If an entry holds a picture, drop the picture but restate the entry word for word.
****************************************
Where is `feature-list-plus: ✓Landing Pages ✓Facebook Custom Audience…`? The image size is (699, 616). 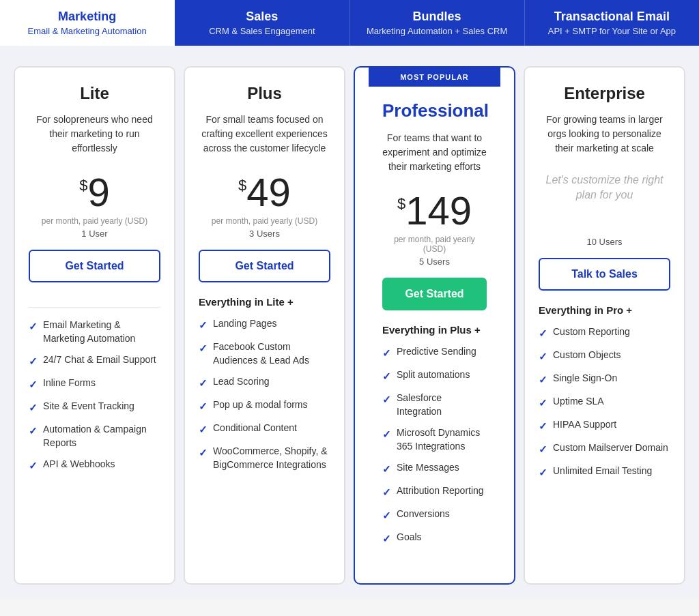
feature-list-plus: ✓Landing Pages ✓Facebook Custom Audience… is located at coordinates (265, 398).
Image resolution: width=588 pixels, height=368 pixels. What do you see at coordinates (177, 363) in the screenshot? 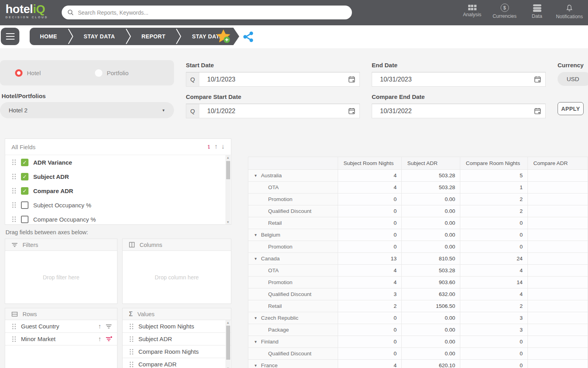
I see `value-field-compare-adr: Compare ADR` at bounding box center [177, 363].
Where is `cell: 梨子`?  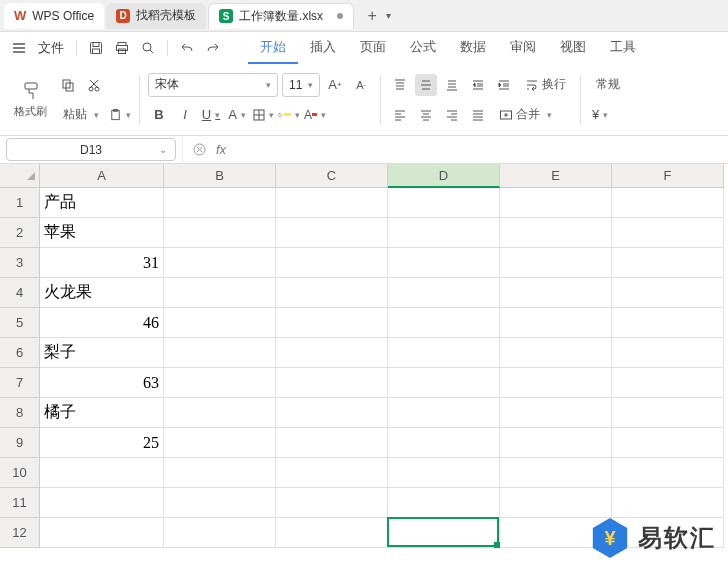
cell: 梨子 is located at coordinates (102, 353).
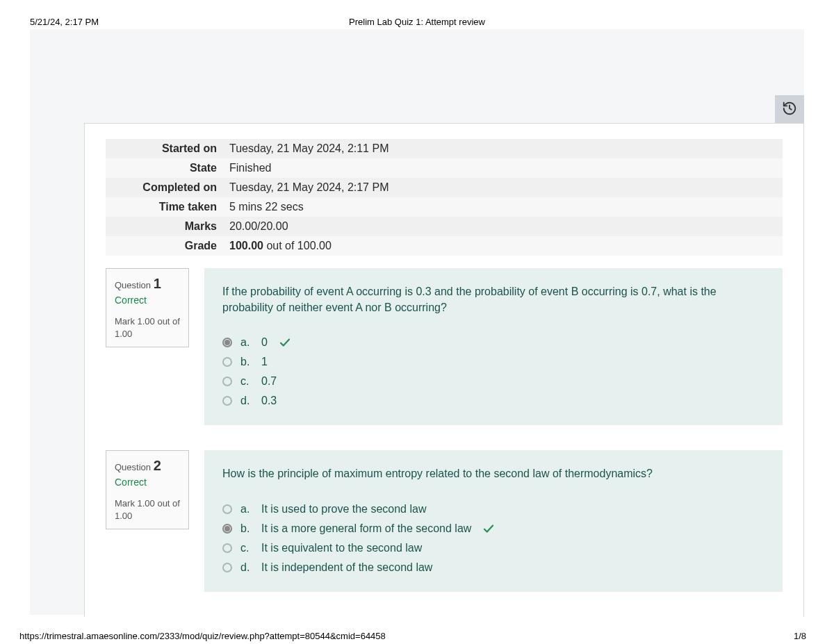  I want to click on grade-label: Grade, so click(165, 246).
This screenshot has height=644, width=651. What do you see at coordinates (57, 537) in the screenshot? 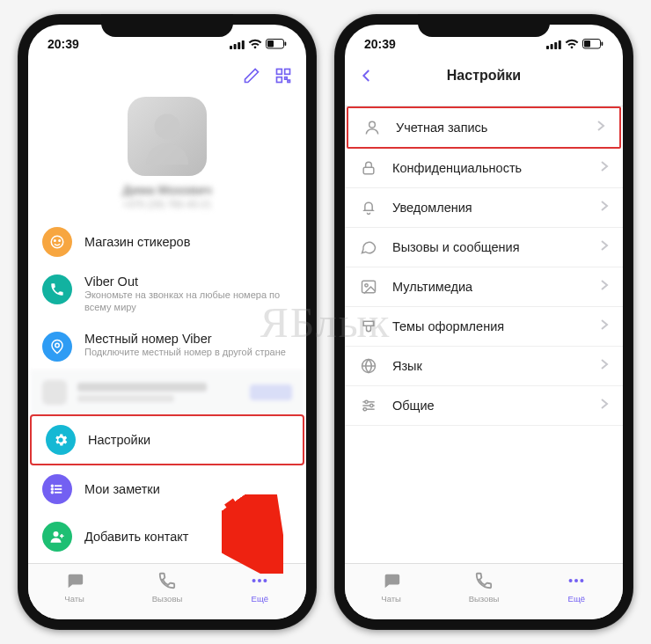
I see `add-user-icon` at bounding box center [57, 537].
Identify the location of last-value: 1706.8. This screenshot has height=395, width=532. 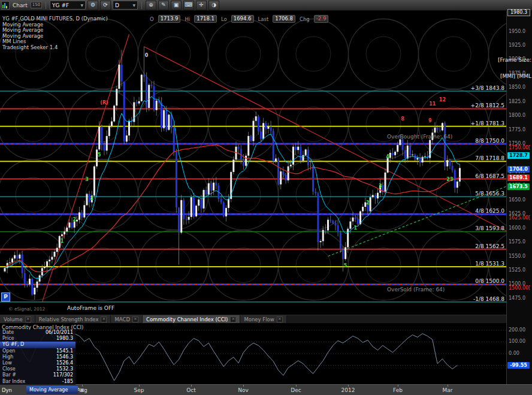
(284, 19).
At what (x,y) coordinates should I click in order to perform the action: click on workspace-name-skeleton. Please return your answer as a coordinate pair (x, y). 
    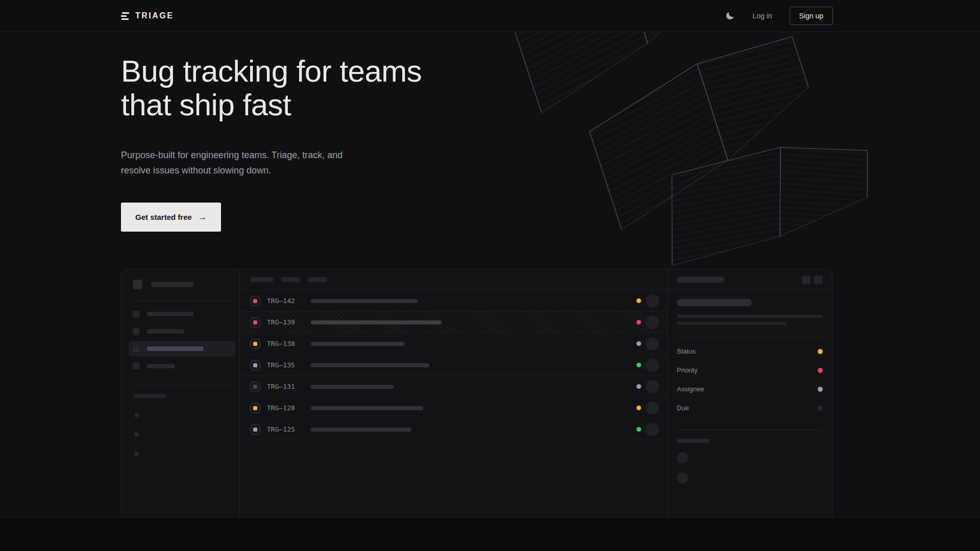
****************************************
- **ANSWER SECTION**:
Where is `feature-list-plus: ✓Landing Pages ✓Facebook Custom Audience…`? The image size is (699, 616). 
feature-list-plus: ✓Landing Pages ✓Facebook Custom Audience… is located at coordinates (265, 398).
Image resolution: width=588 pixels, height=368 pixels. What do you see at coordinates (177, 363) in the screenshot? 
I see `value-field-compare-adr: Compare ADR` at bounding box center [177, 363].
Where is `cell: 梨子`?  
cell: 梨子 is located at coordinates (102, 353).
  I want to click on grade-label: Grade, so click(165, 246).
This screenshot has height=644, width=651. What do you see at coordinates (57, 537) in the screenshot? 
I see `add-user-icon` at bounding box center [57, 537].
Identify the location of last-value: 1706.8. This screenshot has height=395, width=532. 
(284, 19).
At what (x,y) coordinates should I click in order to perform the action: click on workspace-name-skeleton. Please return your answer as a coordinate pair (x, y). 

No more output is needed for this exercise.